Venezuela hopes to buy electricity from Colombia while it moves to restore power after widespread outages caused by a surge in demand, Electricity Minister Ali Rodriguez said Thursday.
Authorities have already restored 1,033 megawatts of capacity lost in several power plant failures this week as the national grid strained under the increasing needs of the expanding Venezuelan economy, Rodriguez said.
Speaking on state television, Rodriguez said that economic growth projections for the year had been revised upward to 4%-5% from an earlier estimate of 2%. A recent heat wave also contributed to consumption as Venezuelans turned on air conditioners for relief, he said.
Demand has increased from around 15,000 megawatts earlier in the year to nearly 16,800 megawatts in recent days, Rodriguez said.
He said the recent shortages haven’t approached the severity of those during the electricity crisis that Venezuela endured from late 2009 through mid-2010, when levels of the water that feeds the country’s hydroelectric plants dropped due to a drought, and the authorities imposed rationing measures and urged conservation.
The government also drew up plans to sharply reduce its reliance on hydropower, increasing use of thermoelectric power to utilize its oil and gas reserves. The target was to have nearly half of Venezuela’s energy come from thermoelectric power by 2015. On Thursday, Rodriguez said the government was moving forward with the effort but did not offer any further details.
Rodriguez said the government would continue a push it started last year to make widespread improvements in the power sector but cautioned that the plans “are not applied from night to day, they take certain time and also involve very high levels of investment.” Venezuela requires $3 billion for investment in the power sector this year, he said.
In a television appearance last month, Rodriguez estimated that at the current pace of consumption growth, Venezuela would have to increase capacity by 2,000 megawatts every year to meet the growing demand. He repeated that assertion Thursday, adding that if the trend continued it could lead to “a new crisis.”
On Thursday, he said that 164 megawatts had been restored to the Termozulia plant, which lost its natural gas supply after suspected Colombian guerillas bombed a pipeline that runs from Colombia to Venezuela. Local reports said the pipeline is used to deliver a daily average of 200 million cubic feet of natural gas to Venezuela.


Problem requirements:
Collect every line below that contains the word "High".

·····

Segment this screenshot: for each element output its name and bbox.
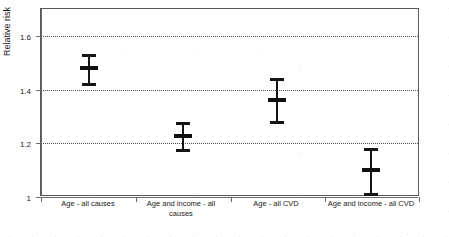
x-category-label-3: Age and income - all CVD bbox=[322, 199, 420, 209]
x-axis-baseline bbox=[41, 197, 418, 198]
point-estimate-marker bbox=[174, 134, 192, 138]
y-tick-label-1-4: 1.4 bbox=[20, 87, 31, 96]
x-category-label-1: Age and income - all causes bbox=[136, 199, 226, 218]
x-category-label-0: Age - all causes bbox=[41, 199, 135, 209]
y-tick-label-1-6: 1.6 bbox=[20, 33, 31, 42]
chart-figure: Relative risk 1.6 1.4 1.2 1 bbox=[0, 0, 449, 237]
error-bar-cap-lower bbox=[270, 121, 284, 124]
y-tick-1-2: 1.2 bbox=[36, 143, 42, 144]
gridline-1-2 bbox=[41, 143, 418, 144]
error-bar-cap-lower bbox=[82, 83, 96, 86]
gridline-1-4 bbox=[41, 90, 418, 91]
point-estimate-marker bbox=[268, 98, 286, 102]
gridline-1-6 bbox=[41, 36, 418, 37]
error-bar-cap-upper bbox=[82, 54, 96, 57]
y-tick-1-4: 1.4 bbox=[36, 90, 42, 91]
y-tick-label-1-0: 1 bbox=[27, 194, 31, 203]
error-bar-cap-lower bbox=[176, 149, 190, 152]
error-bar-cap-upper bbox=[364, 148, 378, 151]
error-bar-cap-lower bbox=[364, 193, 378, 196]
point-estimate-marker bbox=[80, 66, 98, 70]
plot-area: 1.6 1.4 1.2 1 bbox=[40, 8, 419, 196]
error-bar-cap-upper bbox=[270, 78, 284, 81]
y-tick-1-6: 1.6 bbox=[36, 36, 42, 37]
y-tick-label-1-2: 1.2 bbox=[20, 140, 31, 149]
y-axis-title: Relative risk bbox=[2, 0, 12, 56]
error-bar-cap-upper bbox=[176, 122, 190, 125]
point-estimate-marker bbox=[362, 168, 380, 172]
x-category-label-2: Age - all CVD bbox=[230, 199, 322, 209]
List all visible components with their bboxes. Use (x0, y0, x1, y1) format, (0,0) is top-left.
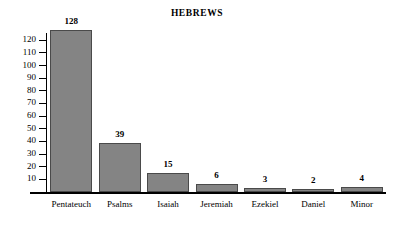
y-tick-mark (39, 116, 47, 117)
plot-area: 12839156324 (47, 33, 386, 192)
bar[interactable] (196, 184, 238, 192)
y-tick-label: 90 (0, 73, 36, 82)
y-tick-label: 70 (0, 98, 36, 107)
x-axis-line (30, 192, 386, 194)
y-tick-label: 40 (0, 136, 36, 145)
y-tick-mark (39, 78, 47, 79)
y-tick-label: 60 (0, 111, 36, 120)
y-tick-mark (39, 103, 47, 104)
bar-column[interactable]: 3 (244, 33, 286, 192)
y-tick-label: 120 (0, 35, 36, 44)
y-tick-mark (39, 154, 47, 155)
bar-column[interactable]: 128 (50, 33, 92, 192)
y-tick-label: 50 (0, 124, 36, 133)
y-tick-mark (39, 40, 47, 41)
bar-column[interactable]: 2 (292, 33, 334, 192)
y-tick-label: 10 (0, 174, 36, 183)
y-tick-mark (39, 65, 47, 66)
bar[interactable] (341, 187, 383, 192)
bar-value-label: 39 (85, 130, 155, 139)
y-tick-mark (39, 179, 47, 180)
bar[interactable] (292, 189, 334, 192)
bar[interactable] (244, 188, 286, 192)
bar-column[interactable]: 15 (147, 33, 189, 192)
y-tick-label: 110 (0, 48, 36, 57)
y-tick-mark (39, 90, 47, 91)
y-tick-mark (39, 128, 47, 129)
bar-value-label: 15 (133, 160, 203, 169)
bar-value-label: 4 (327, 174, 394, 183)
bar[interactable] (50, 30, 92, 192)
bar-chart: HEBREWS 120110100908070605040302010 1283… (0, 0, 394, 225)
bar-value-label: 128 (36, 17, 106, 26)
y-tick-mark (39, 166, 47, 167)
y-tick-label: 30 (0, 149, 36, 158)
y-tick-label: 80 (0, 86, 36, 95)
y-tick-label: 100 (0, 61, 36, 70)
bar-column[interactable]: 6 (196, 33, 238, 192)
y-tick-mark (39, 141, 47, 142)
y-tick-label: 20 (0, 162, 36, 171)
x-category-label: Minor (322, 199, 394, 210)
bar-column[interactable]: 4 (341, 33, 383, 192)
y-tick-mark (39, 52, 47, 53)
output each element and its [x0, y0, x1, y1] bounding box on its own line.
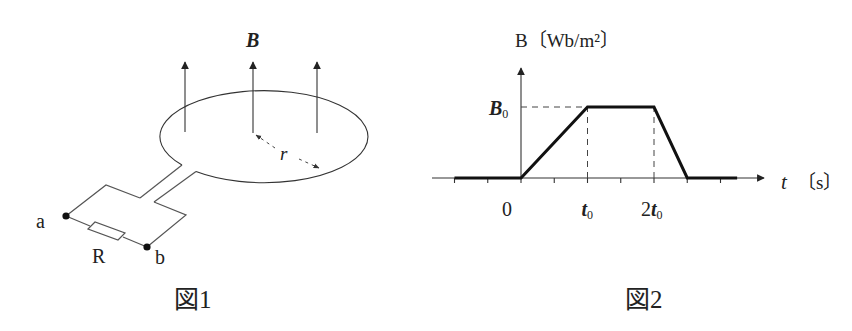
circuit-wire-lower-left: [66, 216, 90, 226]
circuit-wire-right: [147, 202, 186, 247]
resistor-label: R: [92, 245, 106, 267]
y-axis-label: B〔Wb/m²〕: [515, 30, 619, 51]
lead-right: [154, 172, 196, 203]
lead-left: [140, 165, 182, 198]
radius-arrow-2: [299, 159, 319, 168]
resistor-R: [88, 222, 125, 240]
figure-1: a b R B r 図1: [36, 29, 368, 313]
x-axis-label-var: t: [781, 170, 788, 194]
x-tick-label-1: t0: [582, 198, 594, 222]
circuit-wire-lower-right: [123, 237, 147, 247]
terminal-a-dot: [62, 212, 69, 219]
figure-1-caption: 図1: [174, 286, 212, 313]
y-tick-label-B0-sub: 0: [502, 107, 508, 121]
x-tick-label-0: 0: [502, 198, 512, 220]
figure-2-caption: 図2: [625, 286, 663, 313]
terminal-b-dot: [143, 243, 150, 250]
figure-2: B〔Wb/m²〕 t 〔s〕 B0 0t02t0 図2: [432, 30, 842, 313]
x-axis-label-unit: 〔s〕: [797, 172, 842, 193]
radius-arrow-1: [256, 135, 275, 148]
guide-lines: [521, 107, 654, 178]
x-tick-labels: 0t02t0: [502, 198, 663, 222]
y-tick-label-B0: B0: [488, 97, 508, 121]
terminal-b-label: b: [155, 246, 165, 268]
radius-label-r: r: [280, 143, 288, 164]
figures-canvas: a b R B r 図1 B〔Wb/m²〕 t 〔s〕 B0 0t02t0 図2: [0, 0, 852, 331]
coil-loop: [160, 91, 368, 183]
circuit-wire-upper: [66, 185, 140, 216]
field-label-B: B: [245, 29, 259, 51]
y-tick-label-B0-main: B: [488, 97, 502, 119]
x-tick-label-2: 2t0: [641, 198, 663, 222]
terminal-a-label: a: [36, 210, 45, 232]
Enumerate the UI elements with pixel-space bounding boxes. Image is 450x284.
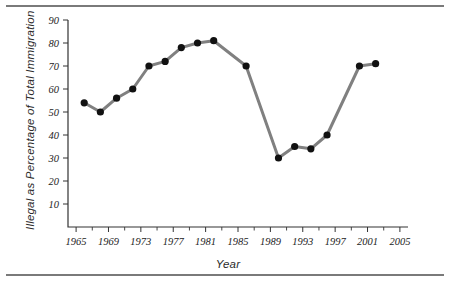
axis-frame	[68, 20, 408, 227]
x-tick-label: 2001	[357, 236, 378, 247]
x-tick-label: 1969	[98, 236, 120, 247]
data-point	[323, 131, 330, 138]
data-point	[97, 108, 104, 115]
data-point	[145, 62, 152, 69]
data-point	[178, 44, 185, 51]
x-axis-title: Year	[216, 258, 241, 270]
x-tick-label: 2005	[389, 236, 410, 247]
data-point	[291, 143, 298, 150]
series-path	[84, 41, 375, 158]
data-point-markers	[81, 37, 380, 161]
data-point	[275, 154, 282, 161]
y-axis-tick-labels: 102030405060708090	[48, 15, 60, 210]
y-tick-label: 10	[49, 199, 60, 210]
data-point	[113, 95, 120, 102]
x-tick-label: 1977	[163, 236, 185, 247]
data-point	[194, 39, 201, 46]
y-tick-label: 50	[49, 107, 60, 118]
axis-lines	[68, 20, 408, 227]
y-tick-label: 40	[49, 130, 60, 141]
chart-svg: 102030405060708090 196519691973197719811…	[0, 0, 450, 284]
data-point	[307, 145, 314, 152]
axis-tick-marks	[63, 20, 400, 232]
y-axis-title: Illegal as Percentage of Total Immigrati…	[24, 10, 36, 230]
data-point	[372, 60, 379, 67]
x-tick-label: 1989	[260, 236, 282, 247]
x-tick-label: 1965	[66, 236, 87, 247]
y-tick-label: 30	[48, 153, 60, 164]
data-series-line	[84, 41, 375, 158]
data-point	[210, 37, 217, 44]
data-point	[243, 62, 250, 69]
data-point	[356, 62, 363, 69]
x-tick-label: 1993	[292, 236, 313, 247]
data-point	[81, 99, 88, 106]
x-tick-label: 1973	[130, 236, 151, 247]
y-tick-label: 20	[49, 176, 60, 187]
x-tick-label: 1997	[325, 236, 347, 247]
x-tick-label: 1981	[195, 236, 216, 247]
y-tick-label: 80	[49, 38, 60, 49]
line-chart: 102030405060708090 196519691973197719811…	[0, 0, 450, 284]
y-tick-label: 90	[49, 15, 60, 26]
y-tick-label: 70	[49, 61, 60, 72]
figure-container: 102030405060708090 196519691973197719811…	[0, 0, 450, 284]
x-axis-tick-labels: 1965196919731977198119851989199319972001…	[66, 236, 411, 247]
y-tick-label: 60	[49, 84, 60, 95]
x-tick-label: 1985	[228, 236, 249, 247]
data-point	[129, 85, 136, 92]
data-point	[162, 58, 169, 65]
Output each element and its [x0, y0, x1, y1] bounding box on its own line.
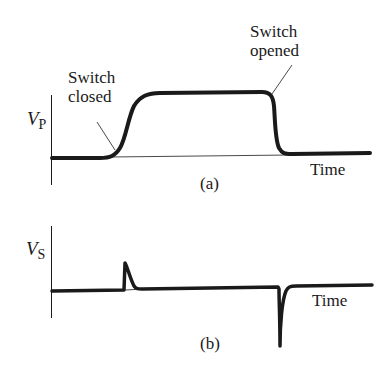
panel-b-y-axis-label: VS [26, 238, 45, 263]
y-label-subscript: S [38, 247, 46, 262]
y-label-subscript: P [39, 117, 47, 132]
panel-b-x-axis-label: Time [312, 291, 347, 310]
panel-a-y-axis-label: VP [27, 108, 46, 133]
switch-opened-leader-line [272, 65, 292, 94]
panel-b-caption: (b) [200, 334, 220, 353]
panel-a-x-axis-label: Time [310, 160, 345, 179]
switch-closed-leader-line [97, 122, 115, 150]
panel-a-reference-line [110, 155, 290, 157]
y-label-text: V [27, 108, 39, 129]
switch-closed-line1: Switch [68, 68, 115, 87]
switch-opened-line1: Switch [250, 22, 299, 41]
y-label-text: V [26, 238, 38, 259]
switch-opened-label: Switchopened [250, 22, 299, 60]
switch-opened-line2: opened [250, 41, 299, 60]
panel-a-caption: (a) [200, 174, 219, 193]
switch-closed-line2: closed [68, 87, 115, 106]
switch-closed-label: Switchclosed [68, 68, 115, 106]
diagram-canvas [0, 0, 386, 374]
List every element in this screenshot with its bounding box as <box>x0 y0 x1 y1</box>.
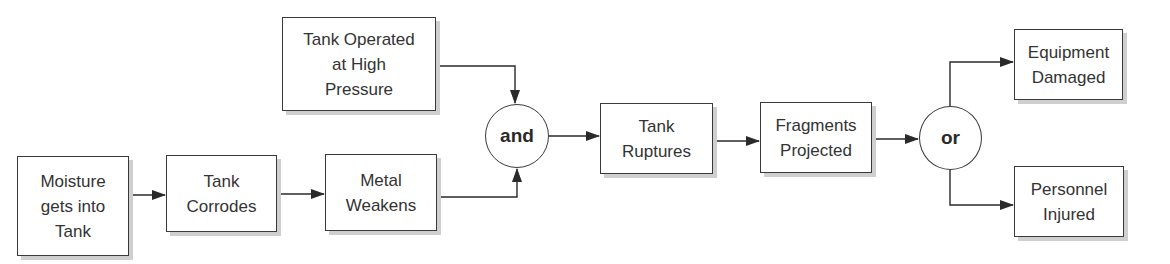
node-personnel: Personnel Injured <box>1014 166 1124 237</box>
node-fragments: Fragments Projected <box>760 102 872 173</box>
gate-label: and <box>500 125 534 147</box>
node-pressure: Tank Operated at High Pressure <box>282 17 436 111</box>
node-text: Moisture <box>40 169 105 194</box>
node-text: Ruptures <box>622 139 691 164</box>
node-text: Tank Operated <box>303 27 415 52</box>
edge-weakens-and <box>437 169 517 197</box>
node-text: Fragments <box>775 113 856 138</box>
and-gate: and <box>485 104 549 168</box>
node-text: Tank <box>187 169 257 194</box>
node-text: Injured <box>1031 202 1108 227</box>
edge-or-personnel <box>950 170 1013 205</box>
node-text: Equipment <box>1028 40 1109 65</box>
edge-or-equipment <box>950 62 1013 106</box>
edge-pressure-and <box>436 66 515 103</box>
node-text: Metal <box>346 168 417 193</box>
node-text: Projected <box>775 138 856 163</box>
node-equipment: Equipment Damaged <box>1014 29 1123 100</box>
node-text: at High <box>303 52 415 77</box>
node-ruptures: Tank Ruptures <box>600 103 713 174</box>
node-moisture: Moisture gets into Tank <box>17 156 129 256</box>
gate-label: or <box>941 127 960 149</box>
or-gate: or <box>919 106 982 170</box>
node-text: gets into <box>40 194 105 219</box>
node-text: Weakens <box>346 193 417 218</box>
node-text: Corrodes <box>187 194 257 219</box>
node-text: Pressure <box>303 77 415 102</box>
node-text: Tank <box>622 114 691 139</box>
node-text: Tank <box>40 219 105 244</box>
node-text: Personnel <box>1031 177 1108 202</box>
node-corrodes: Tank Corrodes <box>166 155 277 232</box>
node-weakens: Metal Weakens <box>325 154 437 231</box>
node-text: Damaged <box>1028 65 1109 90</box>
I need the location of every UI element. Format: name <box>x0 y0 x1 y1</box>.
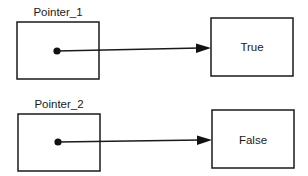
pointer-2-arrowhead <box>197 136 212 146</box>
pointer-2-label: Pointer_2 <box>34 98 83 110</box>
pointer-1-label: Pointer_1 <box>33 6 82 18</box>
false-value-label: False <box>239 134 267 146</box>
true-value-label: True <box>240 41 263 53</box>
pointer-1-group: Pointer_1 <box>17 6 211 79</box>
false-value-group: False <box>212 110 294 168</box>
pointer-2-group: Pointer_2 <box>18 98 212 171</box>
pointer-diagram: Pointer_1 True Pointer_2 False <box>0 0 308 176</box>
true-value-group: True <box>211 18 293 76</box>
pointer-1-arrowhead <box>196 44 211 54</box>
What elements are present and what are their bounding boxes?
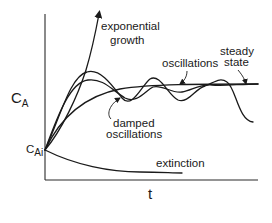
oscillations-label: oscillations [162, 57, 218, 69]
x-axis-label: t [148, 185, 153, 202]
extinction-label: extinction [156, 157, 205, 169]
steady-state-label-2: state [224, 56, 249, 68]
behavior-diagram: CA CAi t exponential growth steady state… [0, 0, 272, 223]
damped-oscillations-leader [109, 98, 120, 119]
damped-oscillations-label-2: oscillations [106, 128, 162, 140]
steady-state-leader [238, 70, 246, 84]
exponential-growth-label-2: growth [110, 34, 145, 46]
y-axis-label: CA [11, 89, 29, 109]
initial-value-label: CAi [26, 143, 43, 158]
oscillations-leader [180, 71, 187, 84]
exponential-growth-label: exponential [101, 20, 160, 32]
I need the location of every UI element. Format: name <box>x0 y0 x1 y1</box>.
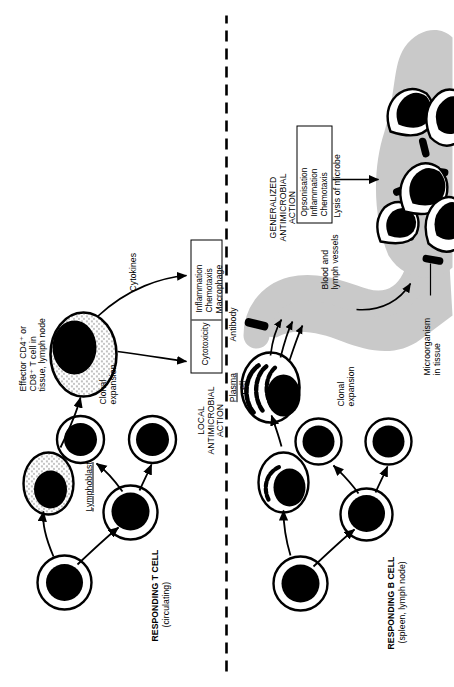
generalized-antimicrobial-action-box: Opsonisation Inflammation Chemotaxis <box>296 125 332 223</box>
generalized-antimicrobial-action-title: GENERALIZED ANTIMICROBIAL ACTION <box>268 159 297 255</box>
plasma-cell-label: Plasma cell <box>228 359 247 415</box>
t-clone-cell-2 <box>129 416 176 463</box>
plasma-cell <box>241 352 300 422</box>
responding-t-cell-sublabel: (circulating) <box>161 477 171 627</box>
microorganism-label: Microorganism in tissue <box>422 317 441 375</box>
lymphoblast-cell <box>23 452 73 514</box>
t-cell-activated <box>103 485 157 539</box>
b-cell-activated <box>340 488 392 540</box>
figure-canvas: RESPONDING T CELL (circulating) Clonal e… <box>0 0 454 687</box>
cytokines-label: Cytokines <box>128 252 138 291</box>
generalized-action-lysis: Lysis of microbe <box>332 154 342 217</box>
effector-t-cell-label: Effector CD4⁺ or CD8⁺ T cell in tissue, … <box>18 318 47 391</box>
generalized-action-chemotaxis: Chemotaxis <box>319 172 329 216</box>
local-action-cytotoxicity: Cytotoxicity <box>200 322 210 365</box>
generalized-action-inflammation: Inflammation <box>309 168 319 216</box>
b-clone-cell-2 <box>365 418 411 464</box>
b-lymphoblast-cell <box>258 452 308 512</box>
local-antimicrobial-action-title: LOCAL ANTIMICROBIAL ACTION <box>196 381 225 459</box>
local-action-macrophage-text: Macrophage <box>214 264 224 313</box>
responding-b-cell <box>273 556 327 610</box>
generalized-action-opsonisation: Opsonisation <box>299 167 309 216</box>
diagram-upright-layer: RESPONDING T CELL (circulating) Clonal e… <box>0 0 454 687</box>
antibody-label: Antibody <box>228 307 238 341</box>
blood-lymph-vessels-label: Blood and lymph vessels <box>320 234 339 289</box>
responding-b-cell-label: RESPONDING B CELL <box>386 479 396 649</box>
responding-b-cell-sublabel: (spleen, lymph node) <box>397 473 407 643</box>
t-clonal-expansion-label: Clonal expansion <box>98 364 117 404</box>
b-clone-cell-1 <box>295 418 341 464</box>
local-action-inflammation: Inflammation <box>194 264 204 312</box>
responding-t-cell <box>37 555 91 609</box>
b-clonal-expansion-label: Clonal expansion <box>336 366 355 406</box>
local-action-chemotaxis: Chemotaxis <box>204 268 214 312</box>
lymphoblast-label: Lymphoblast <box>84 461 94 511</box>
responding-t-cell-label: RESPONDING T CELL <box>150 491 160 641</box>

·····

Output of the exercise:
node-pressure: Tank Operated at High Pressure <box>282 17 436 111</box>
node-text: at High <box>303 52 415 77</box>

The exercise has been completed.